PHOENIX - An erratic Jared Loughner walked into a convenience store with an urgent message for the clerk: "I need a ride to Safeway."
It was Saturday morning, and then-Rep. Gabrielle Giffords' meet-and-greet started at 10 a.m. As he waited for his taxi, Loughner nervously paced around the store and made several trips to the bathroom, gazing anxiously at a clock. "Nine twenty-five. I still got time," he said.
Loughner arrived and got in line with others waiting to meet the congresswoman. He opened fire about 10 minutes later as screams of "gun" rang out through crowd. Within moments, Giffords lay bleeding on the sidewalk with 11 others who were wounded. Six people were killed.
Almost everyone who crossed paths with Loughner in the year before the shootings described a man who was becoming unhinged.
He got fired from a clothing store and thrown out of college, shaved his head and got tattoos of bullets on his shoulder. He showed up at the apartment of a boyhood friend with a Glock 9 mm pistol, saying he needed it for "home protection." He made dark comments about the government, and, according to one acquaintance, appeared suicidal.
His spiral into madness hit bottom on that Jan. 8 day in 2011.
The information about Loughner's mental state — and the fact that no one did much to get him help — emerged as a key theme in roughly 2,700 pages of investigative papers released Wednesday. Still, there was nothing to indicate exactly why he targeted Giffords.
The files also provided the first glimpse into Loughner's family and a look at parents dealing with a son who had grown nearly impossible to communicate with.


§ WHAT THE TASK REQUIRES
Where a line of the records contains the word "stores", show that line.

[Dataset entries on figures]
____________

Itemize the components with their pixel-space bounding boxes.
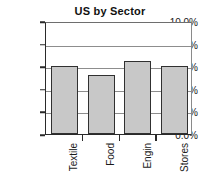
bar-stores: [161, 66, 188, 134]
x-axis-label-food: Food: [105, 143, 116, 166]
gridline: [46, 46, 191, 47]
x-axis-tick: [155, 135, 157, 141]
x-axis-label-textile: Textile: [68, 143, 79, 171]
x-axis-label-stores: Stores: [179, 143, 190, 172]
x-axis-label-engin: Engin: [142, 143, 153, 169]
x-axis-tick: [82, 135, 84, 141]
chart-title: US by Sector: [0, 5, 202, 17]
bar-food: [88, 75, 115, 134]
bar-engin: [124, 61, 151, 134]
x-axis-tick: [119, 135, 121, 141]
plot-area: [45, 22, 192, 135]
bar-chart: US by Sector 0.0%2.0%4.0%6.0%8.0%10.0% T…: [0, 0, 202, 185]
bar-textile: [51, 66, 78, 134]
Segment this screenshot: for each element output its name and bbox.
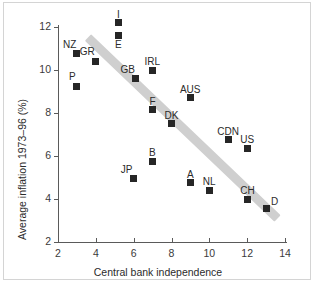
x-tick-label: 4 [84,247,108,259]
x-axis-line [58,242,287,243]
x-tick-label: 12 [235,247,259,259]
data-point-marker [149,106,156,113]
x-tick-label: 14 [273,247,297,259]
y-axis-line [58,25,59,243]
y-tick-mark [54,199,58,200]
y-tick-label: 10 [38,63,51,75]
scatter-chart: 24681012 2468101214 NZPGRIEGBIRLJPBFDKAU… [0,0,316,284]
y-tick-mark [54,242,58,243]
data-point-label: JP [121,164,133,175]
data-point-marker [115,19,122,26]
y-tick-label: 6 [38,149,51,161]
data-point-label: GR [80,46,95,57]
data-point-label: B [149,147,156,158]
data-point-label: US [240,134,254,145]
y-tick-label: 8 [38,106,51,118]
data-point-marker [168,120,175,127]
data-point-label: NL [203,176,216,187]
data-point-label: I [117,9,120,20]
data-point-marker [244,145,251,152]
data-point-marker [130,175,137,182]
data-point-marker [206,187,213,194]
x-axis-title: Central bank independence [0,266,316,278]
data-point-label: DK [165,110,179,121]
data-point-marker [187,179,194,186]
data-point-label: IRL [145,56,161,67]
x-tick-mark [285,238,286,242]
data-point-marker [244,196,251,203]
data-point-label: GB [121,64,135,75]
x-tick-mark [247,238,248,242]
x-tick-mark [134,238,135,242]
x-tick-mark [172,238,173,242]
data-point-marker [92,58,99,65]
y-tick-label: 12 [38,20,51,32]
x-tick-label: 8 [160,247,184,259]
data-point-label: AUS [180,84,201,95]
y-tick-mark [54,27,58,28]
data-point-marker [225,136,232,143]
x-tick-mark [96,238,97,242]
y-tick-label: 4 [38,192,51,204]
y-tick-label: 2 [38,235,51,247]
data-point-label: F [150,96,156,107]
y-tick-mark [54,156,58,157]
data-point-label: A [187,169,194,180]
x-tick-label: 6 [122,247,146,259]
data-point-label: CH [240,185,254,196]
data-point-label: NZ [63,39,76,50]
y-tick-mark [54,70,58,71]
y-tick-mark [54,113,58,114]
data-point-marker [73,83,80,90]
x-tick-mark [58,238,59,242]
data-point-marker [132,75,139,82]
y-axis-title: Average inflation 1973–96 (%) [16,99,28,240]
x-tick-label: 10 [197,247,221,259]
data-point-label: E [115,39,122,50]
data-point-marker [187,94,194,101]
data-point-marker [149,67,156,74]
x-tick-mark [209,238,210,242]
x-tick-label: 2 [46,247,70,259]
data-point-label: CDN [217,126,239,137]
data-point-marker [149,158,156,165]
data-point-marker [263,205,270,212]
data-point-label: P [69,71,76,82]
data-point-label: D [271,196,278,207]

____________

§ TASK SOLUTION
bar-stores: [161, 66, 188, 134]
x-axis-label-stores: Stores: [179, 143, 190, 172]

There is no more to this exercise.